GOBONATED, in heraldry, an epithet applied to a border, pale, bend, or other charge divided into equal parts forming squares, gobbets, or checkers. Called also gobone, or gobony.
GOD, the Supreme Being. The form god is used for any superior or imagin ary being, constituting an object of wor ship; or for (1) an emperor, king, or any other person, yielding great and despotic power; (2) any person or thing greatly idolized.
Ethnic Religions.—Whether any sav age tribes exist with no belief in any being higher than man is doubtful. Lub bock thus arranges the first great stages in religious thought: Atheism, under standing by this term, not a denial of the existence of a Deity, but an absence of any definite ideas on the subject. Fetichism, the stage in which man sup poses he can force the Deity to comply with his desires. Nature-worship, or totemism, in which natural objects, trees, lakes, stones, animals, etc., are wor shiped. Shamanism, in which the superior deities are far more powerful than man, and of a different nature. Their place of abode also is far away, and accessible only to Shamans. Idola try or anthropomorphism in which the gods take still more completely the nature of men, being, however, more powerful. They are still amenable to persuasion; they are a part of nature, and not creatures. They are represented by images or idols. In the next stage the Deity is regarded as the author, not merely a part of nature. He becomes for the first time a really supernatural being. The last stage is that in which morality is associated with religion.
Judaism.—Two leading names for the Supreme Being continually occur in the Hebrew Bible; the one generic, the other specific. The generic term is El, or
Eloah, both singular, and ELOHIM (q. v.) plural, the specific one is Yehovah, in general written JEHOVAH (q. v.). It is of the first that God is the appropriate rendering. El, Eloah, and Elohim signify Deity in general. Elohim is much more common than the singular forms. Among the epithets or titles used of God in the Old Testament are Most High (Gen. xiv: 18, etc.), Mighty (Neh. ix: 32), Holy (Josh. xxiv: 19), Merciful (Dent. iv: 31), God of Heaven (Ezra i: 2), God of Israel, etc. (Exod. xxiv: 10). Anthropomorphic language occurs chiefly, though not exclusively, in the poetic parts of the Old Testament (II Chron. XXx: 12, Psa. xx: 3, Deut. viii: 3, Psa. xxix: 4, Isa. xl: 12, 1, lx: 13, Exod. xxxii: 23), but monotheism is enjoined in the first commandment, and idolatry forbidden in the second, while in Isaiah and elsewhere there are most scathing denunciations of the manu facture and worship of images (Isa. xl: 12-26, xlii: 17, xliv: 9-20, etc.). In the New Testament, St. John gives the ever memorable definition of the Divine nature. "God is love" (I John iv: 16). The Latin Church, the Greek Church, and the several Protestant denomina tions all essentially agree in their tenets regarding God. See the Apostles', Nicene, and Athanasian Creeds, the first 3f the Thirty-nine Articles, the Jatechism of the Council of Trent, the Confession of Faith (ch. ii.), and the Shorter Catechism, question 4. See THEOLOGY; TRINITY.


→ **Exercise aim**: What are the lines, written out exactly, from the one containing "Describe the element at coordinates (1304, 30)" to the end of the entries below? Include both ends and nothing more.

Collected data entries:
┄┄┄┄┄┄

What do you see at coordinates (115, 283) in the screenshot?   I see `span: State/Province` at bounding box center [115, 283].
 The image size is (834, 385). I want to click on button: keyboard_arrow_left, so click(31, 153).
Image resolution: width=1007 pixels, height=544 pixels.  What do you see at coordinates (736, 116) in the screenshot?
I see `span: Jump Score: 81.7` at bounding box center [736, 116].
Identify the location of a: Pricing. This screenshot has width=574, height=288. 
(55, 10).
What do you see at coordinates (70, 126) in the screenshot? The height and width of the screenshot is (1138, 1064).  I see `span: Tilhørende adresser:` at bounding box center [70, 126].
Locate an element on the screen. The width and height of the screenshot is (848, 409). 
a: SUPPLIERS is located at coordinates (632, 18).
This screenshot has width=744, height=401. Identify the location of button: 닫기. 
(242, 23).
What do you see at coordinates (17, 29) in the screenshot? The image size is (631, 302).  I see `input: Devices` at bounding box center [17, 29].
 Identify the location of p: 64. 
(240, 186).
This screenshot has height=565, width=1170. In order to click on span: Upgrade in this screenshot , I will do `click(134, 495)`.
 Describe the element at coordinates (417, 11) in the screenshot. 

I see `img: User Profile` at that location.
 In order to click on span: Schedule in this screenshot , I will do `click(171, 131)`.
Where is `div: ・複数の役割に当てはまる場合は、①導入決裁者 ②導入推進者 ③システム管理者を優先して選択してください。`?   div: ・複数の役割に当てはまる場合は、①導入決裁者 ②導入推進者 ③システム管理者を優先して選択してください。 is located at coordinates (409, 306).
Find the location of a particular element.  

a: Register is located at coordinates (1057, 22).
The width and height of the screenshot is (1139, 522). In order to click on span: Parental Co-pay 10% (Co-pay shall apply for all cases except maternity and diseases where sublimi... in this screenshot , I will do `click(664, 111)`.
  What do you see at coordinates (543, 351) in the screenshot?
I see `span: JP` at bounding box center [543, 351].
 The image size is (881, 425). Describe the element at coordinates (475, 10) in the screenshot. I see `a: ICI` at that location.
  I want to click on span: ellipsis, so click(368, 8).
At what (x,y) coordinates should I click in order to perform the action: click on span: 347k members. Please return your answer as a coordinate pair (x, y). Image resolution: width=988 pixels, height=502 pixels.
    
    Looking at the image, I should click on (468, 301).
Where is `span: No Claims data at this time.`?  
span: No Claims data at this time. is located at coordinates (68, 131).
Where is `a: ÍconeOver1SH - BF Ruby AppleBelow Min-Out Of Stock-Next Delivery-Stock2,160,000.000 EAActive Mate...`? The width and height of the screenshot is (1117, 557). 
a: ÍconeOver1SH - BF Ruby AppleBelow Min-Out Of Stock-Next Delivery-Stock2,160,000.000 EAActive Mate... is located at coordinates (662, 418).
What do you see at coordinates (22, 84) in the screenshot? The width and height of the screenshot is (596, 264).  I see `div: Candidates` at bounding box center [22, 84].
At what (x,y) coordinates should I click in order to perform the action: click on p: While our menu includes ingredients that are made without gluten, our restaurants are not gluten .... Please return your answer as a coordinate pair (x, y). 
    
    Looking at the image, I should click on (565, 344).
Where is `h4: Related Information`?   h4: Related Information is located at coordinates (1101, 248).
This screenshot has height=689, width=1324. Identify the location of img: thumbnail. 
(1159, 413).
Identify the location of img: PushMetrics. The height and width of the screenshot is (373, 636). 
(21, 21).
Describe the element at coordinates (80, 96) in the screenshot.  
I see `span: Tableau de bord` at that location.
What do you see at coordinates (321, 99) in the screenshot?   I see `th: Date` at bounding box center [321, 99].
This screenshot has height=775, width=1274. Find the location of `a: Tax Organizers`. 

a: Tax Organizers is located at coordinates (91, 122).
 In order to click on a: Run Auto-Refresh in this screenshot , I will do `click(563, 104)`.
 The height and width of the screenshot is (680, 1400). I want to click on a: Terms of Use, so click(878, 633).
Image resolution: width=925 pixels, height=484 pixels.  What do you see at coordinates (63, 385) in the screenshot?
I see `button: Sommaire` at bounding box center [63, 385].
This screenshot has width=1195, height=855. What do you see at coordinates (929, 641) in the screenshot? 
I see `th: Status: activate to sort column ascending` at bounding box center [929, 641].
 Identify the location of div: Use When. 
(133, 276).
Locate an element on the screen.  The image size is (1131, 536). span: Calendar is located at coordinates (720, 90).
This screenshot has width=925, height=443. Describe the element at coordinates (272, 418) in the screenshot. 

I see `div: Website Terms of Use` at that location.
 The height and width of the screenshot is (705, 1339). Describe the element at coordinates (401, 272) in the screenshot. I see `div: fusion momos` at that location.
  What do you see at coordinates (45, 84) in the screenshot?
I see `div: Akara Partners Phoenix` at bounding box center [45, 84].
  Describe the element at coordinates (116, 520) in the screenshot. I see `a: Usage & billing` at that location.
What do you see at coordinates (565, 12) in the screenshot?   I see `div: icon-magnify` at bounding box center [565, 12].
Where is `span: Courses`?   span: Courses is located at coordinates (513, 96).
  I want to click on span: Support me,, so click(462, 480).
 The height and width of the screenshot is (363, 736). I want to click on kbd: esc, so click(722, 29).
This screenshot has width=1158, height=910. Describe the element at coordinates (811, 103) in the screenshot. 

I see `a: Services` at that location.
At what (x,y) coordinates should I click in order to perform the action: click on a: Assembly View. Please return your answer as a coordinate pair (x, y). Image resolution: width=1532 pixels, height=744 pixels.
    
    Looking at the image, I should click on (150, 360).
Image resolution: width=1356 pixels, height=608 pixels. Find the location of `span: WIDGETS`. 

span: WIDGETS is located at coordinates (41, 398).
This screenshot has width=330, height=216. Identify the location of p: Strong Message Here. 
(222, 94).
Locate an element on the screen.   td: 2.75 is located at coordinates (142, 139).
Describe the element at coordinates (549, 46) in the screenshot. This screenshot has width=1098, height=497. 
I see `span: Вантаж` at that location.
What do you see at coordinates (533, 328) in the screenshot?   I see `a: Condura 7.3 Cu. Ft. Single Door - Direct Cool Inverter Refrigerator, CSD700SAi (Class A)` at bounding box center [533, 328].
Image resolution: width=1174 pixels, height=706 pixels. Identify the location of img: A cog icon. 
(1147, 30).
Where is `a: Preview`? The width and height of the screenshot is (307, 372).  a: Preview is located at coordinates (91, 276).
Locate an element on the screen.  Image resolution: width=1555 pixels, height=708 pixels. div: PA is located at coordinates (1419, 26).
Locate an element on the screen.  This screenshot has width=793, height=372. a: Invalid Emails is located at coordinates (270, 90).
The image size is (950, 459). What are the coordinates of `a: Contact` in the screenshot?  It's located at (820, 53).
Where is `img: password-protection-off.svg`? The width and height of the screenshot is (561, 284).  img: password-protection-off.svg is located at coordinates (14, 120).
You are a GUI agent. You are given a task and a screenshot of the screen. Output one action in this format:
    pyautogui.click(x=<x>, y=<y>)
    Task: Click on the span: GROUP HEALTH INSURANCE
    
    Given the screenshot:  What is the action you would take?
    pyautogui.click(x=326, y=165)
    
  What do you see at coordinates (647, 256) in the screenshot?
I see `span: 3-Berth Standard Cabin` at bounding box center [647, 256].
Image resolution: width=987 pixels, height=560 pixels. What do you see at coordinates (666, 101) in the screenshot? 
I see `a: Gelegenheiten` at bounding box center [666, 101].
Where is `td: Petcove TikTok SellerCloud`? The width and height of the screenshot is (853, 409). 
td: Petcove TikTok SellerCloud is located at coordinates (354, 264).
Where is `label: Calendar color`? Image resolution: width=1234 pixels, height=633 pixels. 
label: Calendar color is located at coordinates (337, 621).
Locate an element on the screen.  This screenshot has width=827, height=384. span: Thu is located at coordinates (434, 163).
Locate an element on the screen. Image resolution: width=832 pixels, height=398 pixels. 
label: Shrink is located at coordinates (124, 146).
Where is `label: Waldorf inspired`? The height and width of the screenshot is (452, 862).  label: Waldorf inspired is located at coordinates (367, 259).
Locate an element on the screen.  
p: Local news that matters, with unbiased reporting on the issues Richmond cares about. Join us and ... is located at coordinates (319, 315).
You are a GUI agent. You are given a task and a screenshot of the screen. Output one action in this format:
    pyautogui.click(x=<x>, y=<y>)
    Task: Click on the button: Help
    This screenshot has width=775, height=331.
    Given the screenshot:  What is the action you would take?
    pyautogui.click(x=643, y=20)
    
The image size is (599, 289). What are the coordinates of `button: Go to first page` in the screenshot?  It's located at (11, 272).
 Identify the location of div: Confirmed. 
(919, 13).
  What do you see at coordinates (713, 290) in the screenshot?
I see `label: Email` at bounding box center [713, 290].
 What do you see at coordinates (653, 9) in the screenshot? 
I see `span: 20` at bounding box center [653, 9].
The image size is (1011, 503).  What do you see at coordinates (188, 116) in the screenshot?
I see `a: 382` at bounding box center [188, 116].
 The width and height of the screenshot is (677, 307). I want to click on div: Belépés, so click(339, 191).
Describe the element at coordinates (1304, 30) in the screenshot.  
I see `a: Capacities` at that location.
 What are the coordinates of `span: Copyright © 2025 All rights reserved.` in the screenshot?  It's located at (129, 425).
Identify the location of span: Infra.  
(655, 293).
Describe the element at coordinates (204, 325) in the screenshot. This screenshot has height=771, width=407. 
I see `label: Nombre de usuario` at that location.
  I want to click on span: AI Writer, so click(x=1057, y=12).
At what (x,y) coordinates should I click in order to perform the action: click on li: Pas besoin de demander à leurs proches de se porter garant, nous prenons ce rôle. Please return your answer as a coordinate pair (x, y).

┄┄┄┄┄┄

→ **The answer**:
Describe the element at coordinates (1304, 30) in the screenshot.  
I see `a: Capacities` at that location.
 What are the coordinates of `span: Copyright © 2025 All rights reserved.` in the screenshot?  It's located at (129, 425).
Identify the location of span: Infra.  
(655, 293).
Describe the element at coordinates (204, 325) in the screenshot. This screenshot has height=771, width=407. 
I see `label: Nombre de usuario` at that location.
  I want to click on span: AI Writer, so click(x=1057, y=12).
At what (x,y) coordinates should I click in order to perform the action: click on li: Pas besoin de demander à leurs proches de se porter garant, nous prenons ce rôle. Please return your answer as a coordinate pair (x, y).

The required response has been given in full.